- Impressive stuff but it would be polite to the potentially interested users if the line, "... this package is currently a proof of concept with limited direct use", had been put a little earlier. It's about nine or so dense paragraphs in.
It's fine that it is still in development but it just seems worth being upfront.
- > The result is very fast native code with no GC, no syscalls, and no memory allocations at runtime.
I guess, that's only achievable for certain kind of code, already designed with hard real-time in mind. It would be good to have some information about the limitations of this approach.
- THAT'S INSANE!
I always wondered if this could be possible. Like you fuzz a program, map out each possible allocation and deallocation and optimize the code with those hot paths and some statistics.
Very interesting project, would love some sort of write up on it.
- Thanks for your comment, I'll give a full write up a try.
I think for deterministic control applications this concept has a sweet spot. While in conventional code the number of branch combinations can blow up easely, here you need to be able to guarantee worst case execution time which forces you anyway to be very carefull with branching.
On https://copapy.nonan.net/compiler.html is the how-it-works readme section extended with the generated machine code for stencils and a simple example.
- This looks like it could become an excellent alternative in time to not just NumPy and Numba, but also Cython. I know that may be more ambitious than your original intentions, but that's absolutely what sprung to mind.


Could every line below be transcribed exactly, with the pictures dropped?

--- Material for this exercise Enclosed Below ---

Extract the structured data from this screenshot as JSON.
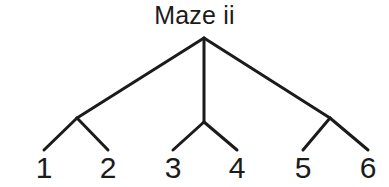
{
  "figure": {
    "title": "Maze ii",
    "background_color": "#ffffff",
    "line_color": "#1b1b1b",
    "text_color": "#1b1b1b",
    "line_width": 3,
    "width": 389,
    "height": 187
  },
  "chart_data": {
    "type": "diagram",
    "diagram_type": "tree",
    "title": "Maze ii",
    "xlabel": "",
    "ylabel": "",
    "grid": false,
    "legend": null,
    "root": {
      "name": "root",
      "x": 204,
      "y": 38
    },
    "internal_nodes": [
      {
        "name": "node-left",
        "x": 77,
        "y": 118
      },
      {
        "name": "node-middle",
        "x": 204,
        "y": 122
      },
      {
        "name": "node-right",
        "x": 330,
        "y": 118
      }
    ],
    "leaves": [
      {
        "label": "1",
        "x": 44,
        "y": 150
      },
      {
        "label": "2",
        "x": 108,
        "y": 150
      },
      {
        "label": "3",
        "x": 173,
        "y": 150
      },
      {
        "label": "4",
        "x": 237,
        "y": 150
      },
      {
        "label": "5",
        "x": 303,
        "y": 150
      },
      {
        "label": "6",
        "x": 368,
        "y": 150
      }
    ],
    "edges": [
      {
        "name": "root-to-left",
        "x1": 204,
        "y1": 38,
        "x2": 77,
        "y2": 118
      },
      {
        "name": "root-to-middle",
        "x1": 204,
        "y1": 38,
        "x2": 204,
        "y2": 122
      },
      {
        "name": "root-to-right",
        "x1": 204,
        "y1": 38,
        "x2": 330,
        "y2": 118
      },
      {
        "name": "left-to-leaf-1",
        "x1": 77,
        "y1": 118,
        "x2": 44,
        "y2": 150
      },
      {
        "name": "left-to-leaf-2",
        "x1": 77,
        "y1": 118,
        "x2": 108,
        "y2": 150
      },
      {
        "name": "middle-to-leaf-3",
        "x1": 204,
        "y1": 122,
        "x2": 173,
        "y2": 150
      },
      {
        "name": "middle-to-leaf-4",
        "x1": 204,
        "y1": 122,
        "x2": 237,
        "y2": 150
      },
      {
        "name": "right-to-leaf-5",
        "x1": 330,
        "y1": 118,
        "x2": 303,
        "y2": 150
      },
      {
        "name": "right-to-leaf-6",
        "x1": 330,
        "y1": 118,
        "x2": 368,
        "y2": 150
      }
    ]
  }
}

--- End of Enclosed Material for this exercise ---

_Written solution_
Extract the structured data from this screenshot as JSON.
{
  "figure": {
    "title": "Maze ii",
    "background_color": "#ffffff",
    "line_color": "#1b1b1b",
    "text_color": "#1b1b1b",
    "line_width": 3,
    "width": 389,
    "height": 187
  },
  "chart_data": {
    "type": "diagram",
    "diagram_type": "tree",
    "title": "Maze ii",
    "xlabel": "",
    "ylabel": "",
    "grid": false,
    "legend": null,
    "root": {
      "name": "root",
      "x": 204,
      "y": 38
    },
    "internal_nodes": [
      {
        "name": "node-left",
        "x": 77,
        "y": 118
      },
      {
        "name": "node-middle",
        "x": 204,
        "y": 122
      },
      {
        "name": "node-right",
        "x": 330,
        "y": 118
      }
    ],
    "leaves": [
      {
        "label": "1",
        "x": 44,
        "y": 150
      },
      {
        "label": "2",
        "x": 108,
        "y": 150
      },
      {
        "label": "3",
        "x": 173,
        "y": 150
      },
      {
        "label": "4",
        "x": 237,
        "y": 150
      },
      {
        "label": "5",
        "x": 303,
        "y": 150
      },
      {
        "label": "6",
        "x": 368,
        "y": 150
      }
    ],
    "edges": [
      {
        "name": "root-to-left",
        "x1": 204,
        "y1": 38,
        "x2": 77,
        "y2": 118
      },
      {
        "name": "root-to-middle",
        "x1": 204,
        "y1": 38,
        "x2": 204,
        "y2": 122
      },
      {
        "name": "root-to-right",
        "x1": 204,
        "y1": 38,
        "x2": 330,
        "y2": 118
      },
      {
        "name": "left-to-leaf-1",
        "x1": 77,
        "y1": 118,
        "x2": 44,
        "y2": 150
      },
      {
        "name": "left-to-leaf-2",
        "x1": 77,
        "y1": 118,
        "x2": 108,
        "y2": 150
      },
      {
        "name": "middle-to-leaf-3",
        "x1": 204,
        "y1": 122,
        "x2": 173,
        "y2": 150
      },
      {
        "name": "middle-to-leaf-4",
        "x1": 204,
        "y1": 122,
        "x2": 237,
        "y2": 150
      },
      {
        "name": "right-to-leaf-5",
        "x1": 330,
        "y1": 118,
        "x2": 303,
        "y2": 150
      },
      {
        "name": "right-to-leaf-6",
        "x1": 330,
        "y1": 118,
        "x2": 368,
        "y2": 150
      }
    ]
  }
}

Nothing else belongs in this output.